Scenario
Route: /template/customize/10
Where: 10 = ID of Template()
In the controller the model is created based on the template so that the View's model is actually a Customization() object which actually has an Id of 0 because it's new.
In the view I render @Html.HiddenFor( m => m.Id ) and the resulting value of that hidden input is 10, though it should be 0 because m is of type Customization. I've run into this before with MVC 2 and worked around it by not using helper methods.
Questions
Is there annotation or something I can add to the Html Helper method to actually render the correct value?
Is this a bug (MVC seems to be rendering m.Id as the route value regardless of what the actual model is set to in the controller)?
Additional code for clarification
View
@model Project.Core.Domain.Customization
@using( Html.BeginForm( "save", "customization" ) )
{
@Html.HiddenFor( m => m.Id )
@Html.HiddenFor( m => m.Template.Id )
<button type="submit" id="save" name="save">Save</button>
}
Controller
public ActionResult Customize( int id )
{
var template = Persistence.Data.RetrieveObject<Template>( id );
var model = new Customization();
ViewBag.Template = template;
return ( View( model ) );
}
Solution
Changed signature of Action to:
public ActionResult Customize( int TemplateId ){ ... }
Changed link to action as such:
@Html.ActionLink( "customize", "customize", new { TemplateId = template.Id } )
I end up with a url that looks like
/template/customize?TemplateId=10
It's uglier, but I get to keep my view clean with model.Id so this is a win for me.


### Directions
Nothing but the pictures should be left out when you copy the records exactly.

[Collected data entries]
• • • • •

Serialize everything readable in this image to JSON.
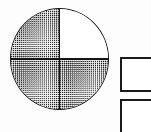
{
  "figure": {
    "background_color": "#fdfdfd",
    "line_color": "#151515",
    "shaded_fill": "halftone-dots",
    "unshaded_fill": "#ffffff",
    "circle": {
      "name": "quartered-circle",
      "shaded_parts": 3,
      "total_parts": 4,
      "fraction_label": "3/4",
      "quadrants": [
        {
          "position": "top-left",
          "state": "shaded"
        },
        {
          "position": "top-right",
          "state": "unshaded"
        },
        {
          "position": "bottom-left",
          "state": "shaded"
        },
        {
          "position": "bottom-right",
          "state": "shaded"
        }
      ]
    },
    "rectangles": [
      {
        "name": "upper-rectangle",
        "state": "empty",
        "clipped": "right-edge"
      },
      {
        "name": "lower-rectangle",
        "state": "empty",
        "clipped": "right-and-bottom-edge"
      }
    ]
  }
}
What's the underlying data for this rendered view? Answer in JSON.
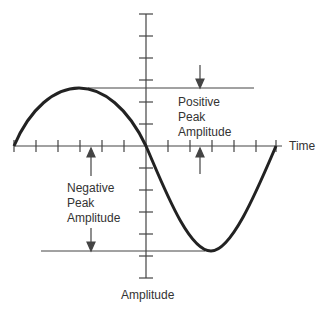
{
  "diagram": {
    "labels": {
      "time_axis": "Time",
      "amplitude_axis": "Amplitude",
      "positive": [
        "Positive",
        "Peak",
        "Amplitude"
      ],
      "negative": [
        "Negative",
        "Peak",
        "Amplitude"
      ]
    },
    "colors": {
      "curve": "#222222",
      "lines": "#444444",
      "text": "#333333"
    }
  }
}
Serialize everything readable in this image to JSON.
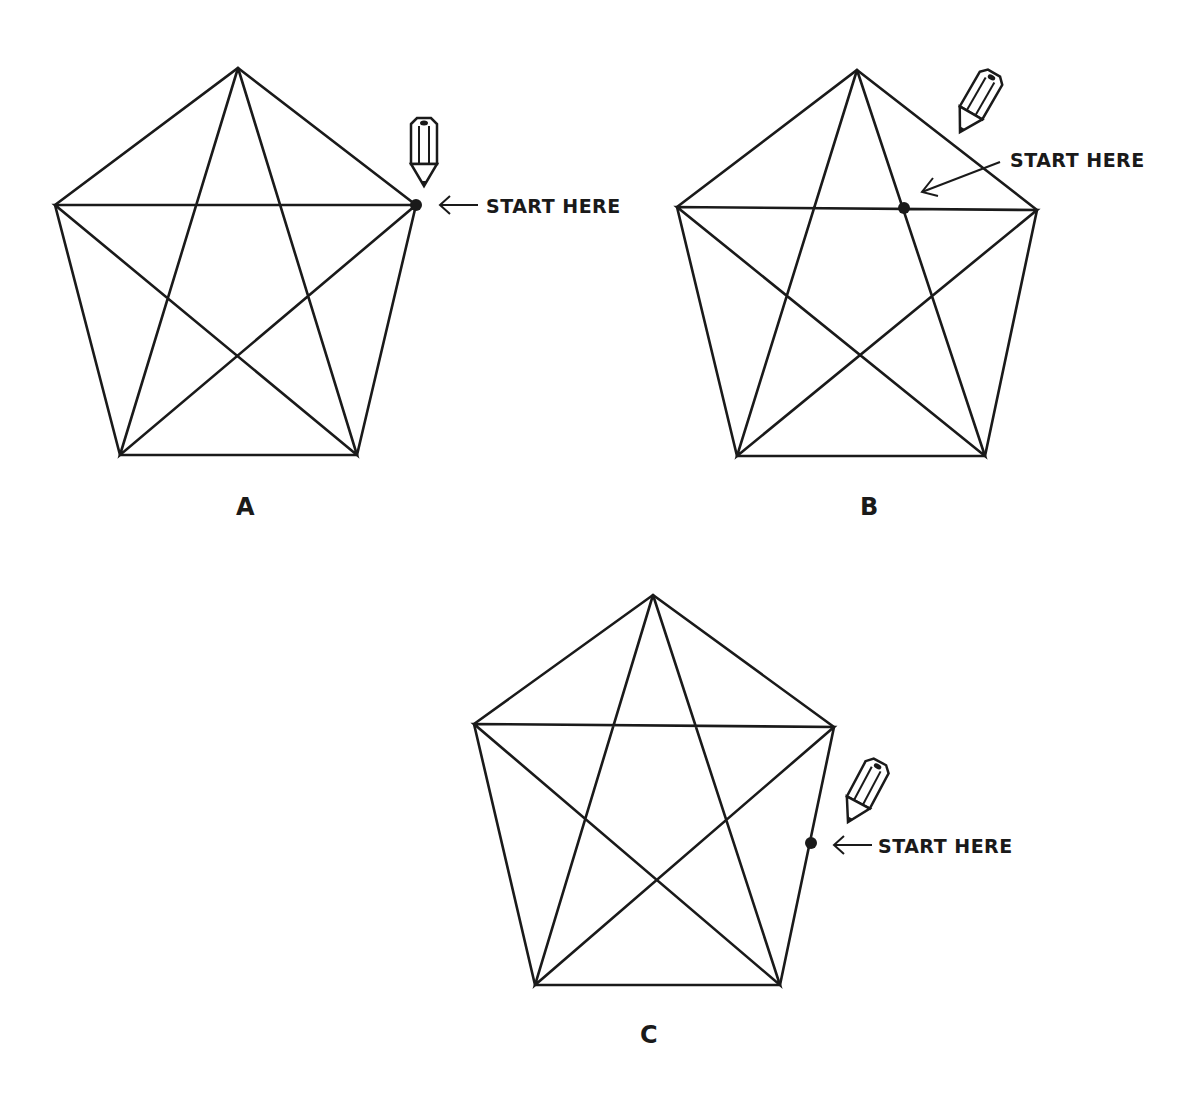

• • • • •

### Response for this exercise
Serialize everything readable in this image to JSON.
{
  "figure": {
    "background_color": "#fdfdfd",
    "line_color": "#151515",
    "shaded_fill": "halftone-dots",
    "unshaded_fill": "#ffffff",
    "circle": {
      "name": "quartered-circle",
      "shaded_parts": 3,
      "total_parts": 4,
      "fraction_label": "3/4",
      "quadrants": [
        {
          "position": "top-left",
          "state": "shaded"
        },
        {
          "position": "top-right",
          "state": "unshaded"
        },
        {
          "position": "bottom-left",
          "state": "shaded"
        },
        {
          "position": "bottom-right",
          "state": "shaded"
        }
      ]
    },
    "rectangles": [
      {
        "name": "upper-rectangle",
        "state": "empty",
        "clipped": "right-edge"
      },
      {
        "name": "lower-rectangle",
        "state": "empty",
        "clipped": "right-and-bottom-edge"
      }
    ]
  }
}
What's the underlying data for this rendered view? Answer in JSON.
{
  "diagram": {
    "labels": {
      "time_axis": "Time",
      "amplitude_axis": "Amplitude",
      "positive": [
        "Positive",
        "Peak",
        "Amplitude"
      ],
      "negative": [
        "Negative",
        "Peak",
        "Amplitude"
      ]
    },
    "colors": {
      "curve": "#222222",
      "lines": "#444444",
      "text": "#333333"
    }
  }
}
Serialize everything readable in this image to JSON.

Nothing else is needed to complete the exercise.